Travel Reference
In-Depth Information
The Sack of Rome & Protestant Protest
But outside Rome an ill wind was blowing. The main source of trouble was the longstand-
ing conflict between the Holy Roman Empire, led by the Spanish Charles V, and the Itali-
an city states. This simmering tension came to a head in 1527 when Rome was invaded by
Charles' marauding army and ransacked as Pope Clement VII (r 1523−34) hid in Castel
Sant'Angelo. The sack of Rome, regarded by most historians as the nail in the coffin of
the Roman Renaissance, was a hugely traumatic event. It left the papacy reeling and gave
rise to the view that the Church had been greatly weakened by its own moral shortcom-
ings. That the Church was corrupt was well known, and it was with considerable public
support that Martin Luther pinned his famous 95 Theses to a church door in Wittenberg in
1517, thus sparking off the Protestant Reformation.
The Counter-Reformation
The Catholic reaction to the Reformation was all-out. The Counter-Reformation was
marked by a second wave of artistic and architectural activity, as the Church once again
turned to bricks and mortar to restore its authority. But in contrast to the Renaissance, the
Counter-Reformation was a period of persecution and official intolerance. With the full
blessing of Pope Paul III, Ignatius Loyola founded the Jesuits in 1540, and two years later
the Holy Office was set up as the Church's final appeals court for trials prosecuted by the
Inquisition. In 1559 the Church published the Index Librorum Prohibitorum (Index of
Prohibited Books) and began to persecute intellectuals and freethinkers. Galileo Galilei
(1564−1642) was forced to renounce his assertion of the Copernican astronomical system,
which held that the earth moved around the sun. He was summoned by the Inquisition to
Rome in 1632 and exiled to Florence for the rest of his life. Giordano Bruno (1548−1600),
a freethinking Dominican monk, fared worse. Arrested in Venice in 1592, he was burned
at the stake eight years later in Campo de' Fiori. The spot is today marked by a sinister
statue.
Despite, or perhaps because of, the Church's policy of zero tolerance, the Counter-Re-
formation was largely successful in re-establishing papal prestige. And in this sense it can
be seen as the natural finale to the Renaissance that Nicholas V had kicked off in 1450.
From being a rural backwater with a population of around 20,000 in the mid-15th century,
Rome had grown to become one of Europe's great 17th-century cities, home to Christen-
dom's most spectacular churches and a population of some 100,000 people.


Exercise description ▸ An exact copy is all that is wanted: the lines from the one with "Describe the element at coordinates (607, 227)" through the end of the listing below, both included, minus any pictures.
□ □ □
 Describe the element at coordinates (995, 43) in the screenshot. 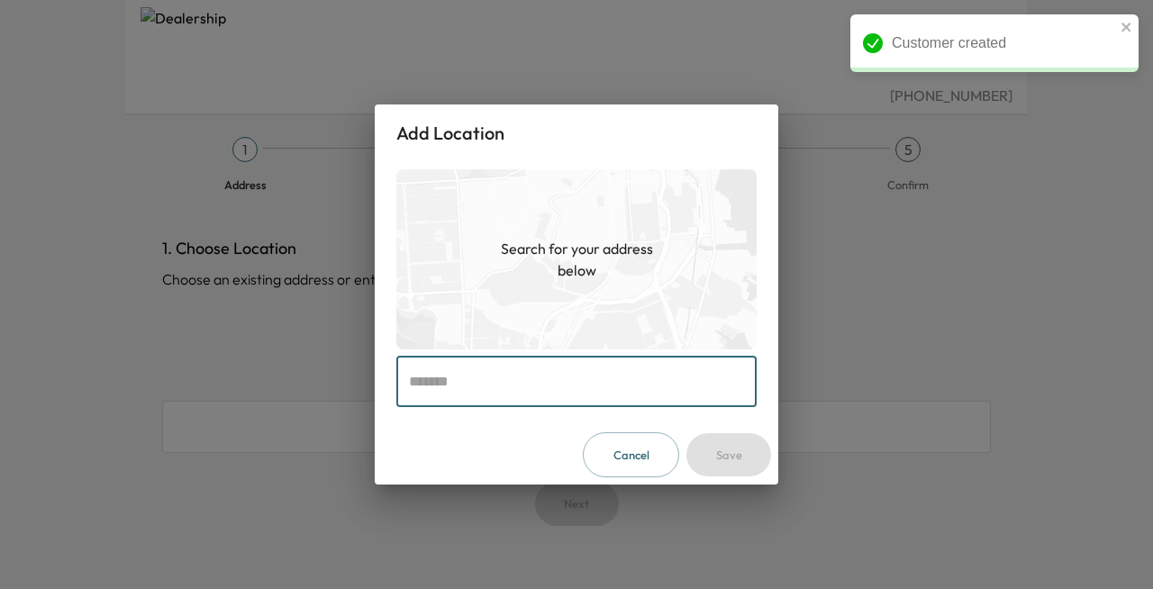

I see `div: Customer created` at that location.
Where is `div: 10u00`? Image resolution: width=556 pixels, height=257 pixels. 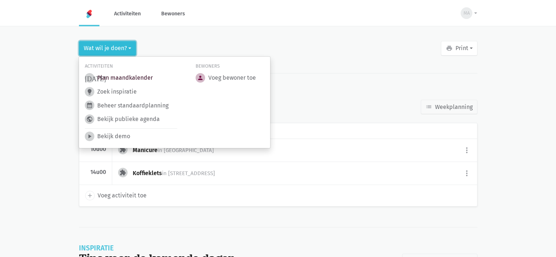 div: 10u00 is located at coordinates (96, 149).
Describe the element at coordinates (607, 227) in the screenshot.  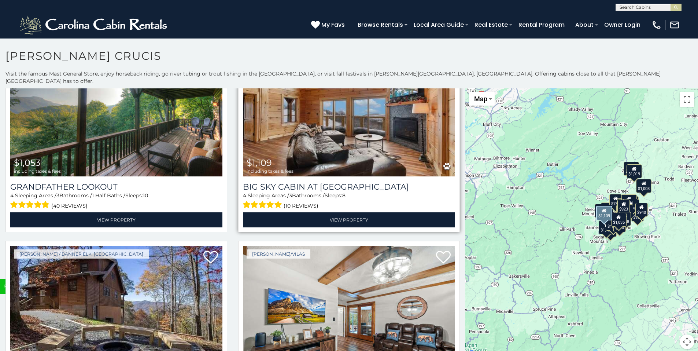
I see `div: $1,126` at that location.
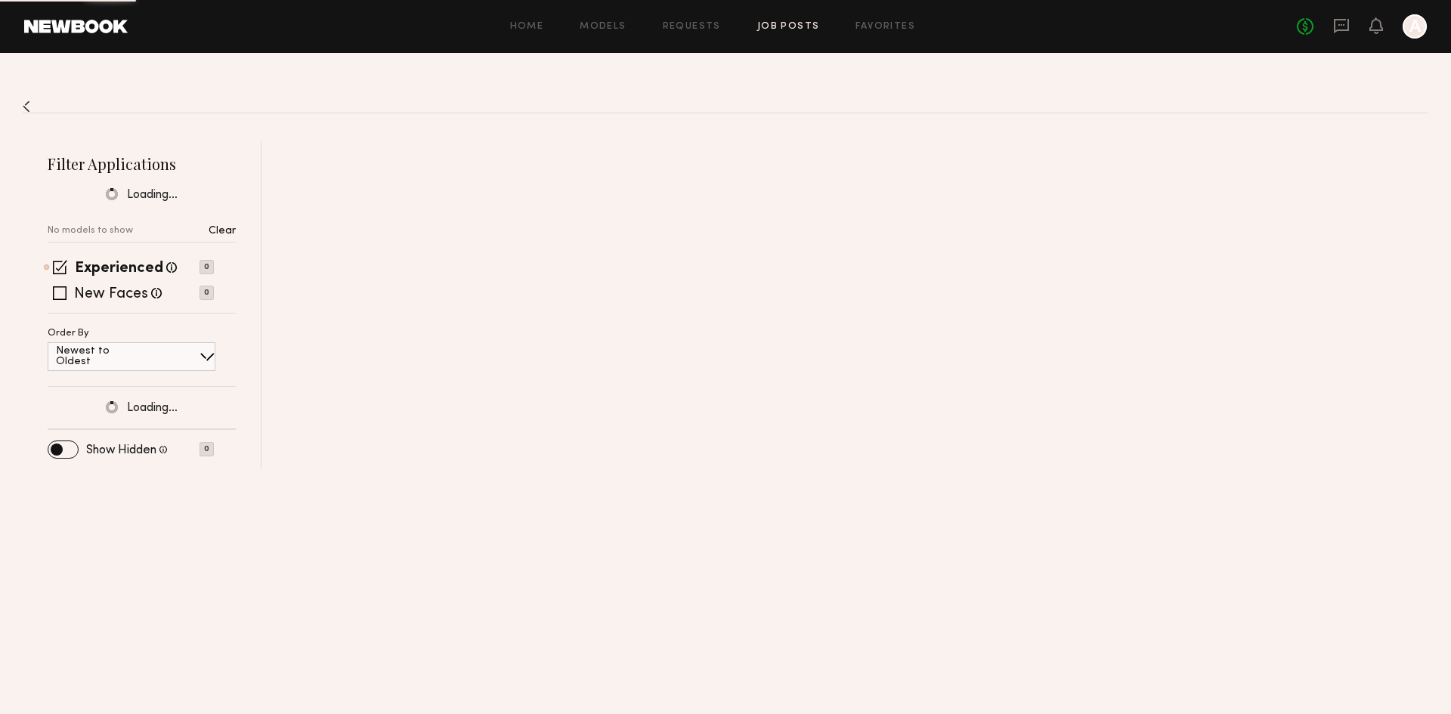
□ □ □
Result ▸
Describe the element at coordinates (607, 227) in the screenshot.  
I see `div: $1,126` at that location.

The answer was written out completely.